Japanese Breakfast (Dead Oceans)
- Mandy Feingold-Kateusz
- Apr 1
- 2 min read
Japanese Breakfast frontwoman Michelle Zauner has been on quite an interesting journey since the release of her Grammy-nominated album, Jubilee, which came out in 2021. Along with the successful album, Zauner also released a bestselling memoir, Crying in H Mart, chronicling her love of Korean food and the loss of her mother. Then there was a proposed film adaptation of her memoir, for which she wrote the screenplay, although due to the Hollywood strikes, the project never came to fruition. This all proved to be a metamorphic period in Zauner’s life. While her success was skyrocketing and her artistic ambitions were being met, it also made Zauner appreciate the irony of desire, and how sometimes wanting and achieving too much can backfire.

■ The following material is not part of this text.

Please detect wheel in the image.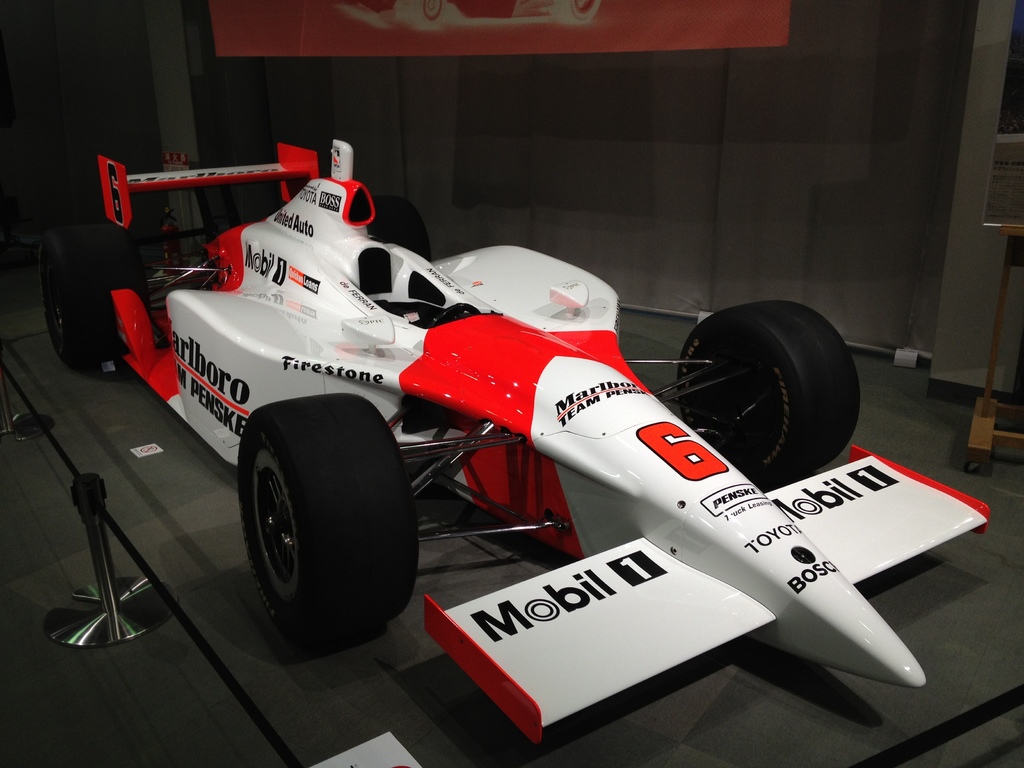
l=355, t=193, r=429, b=260.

“I felt seduced by getting what I always wanted,” she says. “I was flying too close to the sun, and I realized if I kept going I was going to die.”
In the aftermath, Zauner decided to record new music and take a break from the spotlight by moving to Seoul, where she immersed herself in Korean language and culture. The result of this self-prescribed exile is the fourth Japanese Breakfast album, For Melancholy Brunettes (& sad women), which finds Zauner pulling away from the bright tones that defined Jubilee in order to examine darker and moodier motifs. The album’s characters go through cycles of temptation, transgression and retribution, and she contemplates themes of anxiety and death. While the music tends to be hypnotic and dreamy, the lyrics are pensive, poetic, and tragic.
“Over the course of promoting this new album I’ve often been asked to clarify the difference between melancholy and sadness,” Zauner explains. “I think of melancholy as a kind of anticipatory grief, one that comes from an acknowledgment of the passage of time, from the recognition of mortality and finitude. In some way, too, I think it marks the artist’s condition, constantly observing through that lens. ‘Nothing thicker than a knife's blade separates happiness from melancholy,’ Virginia Woolfe writes. I wanted this album to capture the moments where that knife slips. When people want too much, when they cede to temptation, when they are seduced and punished.”
After the success of the album’s first single, "Orlando In Love," the latest single, "Picture Window," is climbing the Triple A charts. "Picture Window" is spinning at WXPN, WYMS, WFUV, WRLT, KTBG, and many other stations, while the album had climbed to #12 on the JBE Non-Comm chart at press time. Japanese Breakfast’s tour in support of For Melancholy Brunettes (& sad women) kicks off with a performance at the Coachella Music and Arts Festival in Indio, CA in April, and continues with headline shows across North America through May, before heading overseas.